The Unfamiliar Office declared on Tuesday that Pakistan has reestablished a concurrence with India for the assistance of travelers to visit Gurdwara Darbar Sahib Kartarpur, Narowal for an extra time of five years.
“The Agreement was originally signed on October 24, 2019, for a term of five years, and is scheduled to expire on October 24, 2024. Its reestablishment highlights Pakistan’s getting through obligation to encouraging interfaith concordance and serene conjunction,” the assertion added.
Pilgrims from India can still visit Gurdwara Darbar Sahib Kartarpur, where Baba Guru Nanak, the revered founder of Sikhism, spent his final days, visa-free thanks to the agreement.
The corridor had made it easier for thousands of worshippers to get to this holy place since it was built.

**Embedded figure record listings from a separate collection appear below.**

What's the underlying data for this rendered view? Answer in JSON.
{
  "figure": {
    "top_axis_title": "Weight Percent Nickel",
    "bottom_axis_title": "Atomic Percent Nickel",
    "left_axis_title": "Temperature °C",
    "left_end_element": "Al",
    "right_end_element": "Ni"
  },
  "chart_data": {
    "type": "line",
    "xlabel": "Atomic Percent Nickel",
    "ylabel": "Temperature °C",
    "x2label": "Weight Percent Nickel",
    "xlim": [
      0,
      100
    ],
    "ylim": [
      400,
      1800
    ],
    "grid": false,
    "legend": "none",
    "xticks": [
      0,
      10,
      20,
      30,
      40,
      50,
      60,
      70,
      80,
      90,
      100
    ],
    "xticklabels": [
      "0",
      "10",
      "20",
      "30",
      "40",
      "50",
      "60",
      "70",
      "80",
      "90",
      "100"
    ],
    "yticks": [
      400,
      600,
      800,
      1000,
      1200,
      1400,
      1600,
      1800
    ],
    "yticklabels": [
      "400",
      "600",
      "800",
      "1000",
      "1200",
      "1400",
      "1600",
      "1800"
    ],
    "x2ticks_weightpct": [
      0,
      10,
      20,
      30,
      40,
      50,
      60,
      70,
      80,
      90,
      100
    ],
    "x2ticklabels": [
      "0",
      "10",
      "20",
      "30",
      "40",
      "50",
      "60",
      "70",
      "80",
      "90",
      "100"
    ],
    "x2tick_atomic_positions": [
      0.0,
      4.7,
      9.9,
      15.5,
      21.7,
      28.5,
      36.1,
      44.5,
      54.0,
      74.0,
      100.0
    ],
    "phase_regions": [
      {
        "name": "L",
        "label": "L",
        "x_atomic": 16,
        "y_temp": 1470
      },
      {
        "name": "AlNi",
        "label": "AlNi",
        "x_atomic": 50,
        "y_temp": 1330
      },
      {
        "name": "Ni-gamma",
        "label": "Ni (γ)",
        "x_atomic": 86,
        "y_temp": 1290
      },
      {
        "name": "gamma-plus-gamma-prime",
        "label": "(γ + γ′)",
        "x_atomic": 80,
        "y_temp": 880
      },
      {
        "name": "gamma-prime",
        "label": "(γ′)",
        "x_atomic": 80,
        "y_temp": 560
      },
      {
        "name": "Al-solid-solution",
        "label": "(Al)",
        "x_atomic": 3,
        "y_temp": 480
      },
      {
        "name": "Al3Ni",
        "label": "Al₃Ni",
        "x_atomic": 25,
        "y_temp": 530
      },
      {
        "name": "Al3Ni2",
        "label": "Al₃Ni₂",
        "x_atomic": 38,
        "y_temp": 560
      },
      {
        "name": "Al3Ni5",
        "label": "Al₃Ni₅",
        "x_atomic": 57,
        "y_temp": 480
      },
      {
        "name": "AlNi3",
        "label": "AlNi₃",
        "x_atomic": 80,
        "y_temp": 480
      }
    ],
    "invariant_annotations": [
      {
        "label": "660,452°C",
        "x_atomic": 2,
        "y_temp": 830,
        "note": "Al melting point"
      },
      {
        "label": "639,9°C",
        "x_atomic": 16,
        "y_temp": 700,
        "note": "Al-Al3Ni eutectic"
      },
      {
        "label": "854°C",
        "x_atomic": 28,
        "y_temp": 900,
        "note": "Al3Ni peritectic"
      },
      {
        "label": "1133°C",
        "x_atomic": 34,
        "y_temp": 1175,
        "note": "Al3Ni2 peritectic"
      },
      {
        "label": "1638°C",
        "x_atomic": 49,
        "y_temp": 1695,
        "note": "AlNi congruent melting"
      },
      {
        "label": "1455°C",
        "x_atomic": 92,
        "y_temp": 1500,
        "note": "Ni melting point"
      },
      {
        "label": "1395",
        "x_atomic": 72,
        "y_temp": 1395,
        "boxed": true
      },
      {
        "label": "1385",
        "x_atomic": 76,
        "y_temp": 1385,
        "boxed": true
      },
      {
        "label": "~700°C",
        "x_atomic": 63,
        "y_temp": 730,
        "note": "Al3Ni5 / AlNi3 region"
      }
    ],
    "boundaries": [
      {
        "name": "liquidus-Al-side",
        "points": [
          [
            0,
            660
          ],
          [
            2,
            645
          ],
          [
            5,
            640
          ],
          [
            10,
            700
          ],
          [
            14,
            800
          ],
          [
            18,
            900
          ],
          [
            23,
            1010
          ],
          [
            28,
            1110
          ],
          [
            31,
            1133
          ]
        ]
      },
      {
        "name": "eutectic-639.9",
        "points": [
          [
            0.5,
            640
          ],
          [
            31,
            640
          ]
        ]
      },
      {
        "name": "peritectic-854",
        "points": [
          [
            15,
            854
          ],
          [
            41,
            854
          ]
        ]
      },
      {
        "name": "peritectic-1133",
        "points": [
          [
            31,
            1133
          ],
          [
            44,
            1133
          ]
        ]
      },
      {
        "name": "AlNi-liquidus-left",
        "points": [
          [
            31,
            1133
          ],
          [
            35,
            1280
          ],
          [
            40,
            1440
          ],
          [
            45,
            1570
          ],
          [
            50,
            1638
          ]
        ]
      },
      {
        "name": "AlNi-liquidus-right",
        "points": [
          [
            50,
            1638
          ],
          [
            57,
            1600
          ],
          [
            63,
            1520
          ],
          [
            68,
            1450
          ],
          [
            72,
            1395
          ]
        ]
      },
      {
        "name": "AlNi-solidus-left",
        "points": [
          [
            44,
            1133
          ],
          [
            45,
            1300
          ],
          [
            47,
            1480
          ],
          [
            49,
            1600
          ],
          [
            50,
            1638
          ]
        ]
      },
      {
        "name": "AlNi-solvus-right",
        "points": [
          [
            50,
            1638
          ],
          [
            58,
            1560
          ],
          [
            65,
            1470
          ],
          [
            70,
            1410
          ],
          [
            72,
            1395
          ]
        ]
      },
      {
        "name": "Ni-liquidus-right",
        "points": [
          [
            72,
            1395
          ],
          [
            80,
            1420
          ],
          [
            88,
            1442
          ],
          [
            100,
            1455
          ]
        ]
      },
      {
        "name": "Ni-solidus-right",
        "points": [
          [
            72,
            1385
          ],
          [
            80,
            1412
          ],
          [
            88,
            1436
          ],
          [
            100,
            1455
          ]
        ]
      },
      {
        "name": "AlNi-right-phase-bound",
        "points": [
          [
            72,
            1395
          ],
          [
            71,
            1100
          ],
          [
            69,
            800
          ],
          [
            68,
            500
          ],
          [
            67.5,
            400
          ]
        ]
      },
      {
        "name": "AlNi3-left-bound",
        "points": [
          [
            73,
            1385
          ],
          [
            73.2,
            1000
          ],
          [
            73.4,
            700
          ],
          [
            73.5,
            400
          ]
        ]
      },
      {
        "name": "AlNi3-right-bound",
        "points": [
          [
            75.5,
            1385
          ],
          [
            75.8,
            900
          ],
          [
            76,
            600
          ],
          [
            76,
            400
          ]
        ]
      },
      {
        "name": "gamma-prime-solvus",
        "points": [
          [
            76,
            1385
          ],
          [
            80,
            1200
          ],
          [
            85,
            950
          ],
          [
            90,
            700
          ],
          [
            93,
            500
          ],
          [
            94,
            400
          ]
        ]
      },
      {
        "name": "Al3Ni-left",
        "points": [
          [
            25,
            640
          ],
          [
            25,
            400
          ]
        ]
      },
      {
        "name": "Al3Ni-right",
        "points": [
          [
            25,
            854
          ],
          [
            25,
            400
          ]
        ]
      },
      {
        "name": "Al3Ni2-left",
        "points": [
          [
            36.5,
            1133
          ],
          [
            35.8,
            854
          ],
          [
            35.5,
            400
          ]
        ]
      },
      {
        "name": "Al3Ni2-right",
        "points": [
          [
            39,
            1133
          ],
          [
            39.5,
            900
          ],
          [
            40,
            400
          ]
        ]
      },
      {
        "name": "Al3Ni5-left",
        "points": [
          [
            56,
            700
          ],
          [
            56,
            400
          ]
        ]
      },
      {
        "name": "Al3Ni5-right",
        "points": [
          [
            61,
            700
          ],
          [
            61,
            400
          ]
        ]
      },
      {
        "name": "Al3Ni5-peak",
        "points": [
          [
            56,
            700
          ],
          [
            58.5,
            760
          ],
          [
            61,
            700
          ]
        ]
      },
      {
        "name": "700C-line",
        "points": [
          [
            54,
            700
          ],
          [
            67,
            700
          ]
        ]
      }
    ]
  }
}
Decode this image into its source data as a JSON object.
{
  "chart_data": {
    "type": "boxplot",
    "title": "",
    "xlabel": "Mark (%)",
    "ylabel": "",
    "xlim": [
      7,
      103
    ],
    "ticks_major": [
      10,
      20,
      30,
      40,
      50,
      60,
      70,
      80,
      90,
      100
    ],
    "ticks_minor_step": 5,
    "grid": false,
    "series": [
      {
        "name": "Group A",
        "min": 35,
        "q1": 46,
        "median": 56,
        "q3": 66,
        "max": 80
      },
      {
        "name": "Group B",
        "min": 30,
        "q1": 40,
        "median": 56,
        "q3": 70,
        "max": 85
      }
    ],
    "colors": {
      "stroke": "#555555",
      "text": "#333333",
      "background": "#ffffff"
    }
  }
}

The Sikh community’s long-held desire to gain access to one of their most revered religious sites is realized by the Kartarpur Corridor.
“It mirrors Pakistan’s acknowledgment of the significance of shielding the freedoms of strict minorities. The drive has procured inescapable appreciation from the global local area, including the Unified Countries Secretary-General, Antonio Guterres, who depicted it as a “Passage of Trust”, it was additionally added.
Indian Sikhs can visit the temple just 4 kilometers (2.5 miles) inside Pakistan, where Guru Nanak died in 1539, through the Kartarpur corridor without needing a visa.
The corridor first opened in 2019 to commemorate Nanak’s 550th birthday, but the coronavirus pandemic forced it to close the following year.
The Punjab, the birthplace of Sikhism that was divided between Pakistan and India after they gained independence from Britain in 1947, is connected by this corridor.
Sikhs are a small minority in Muslim-greater part Pakistan, albeit large numbers of their strict locales stay there.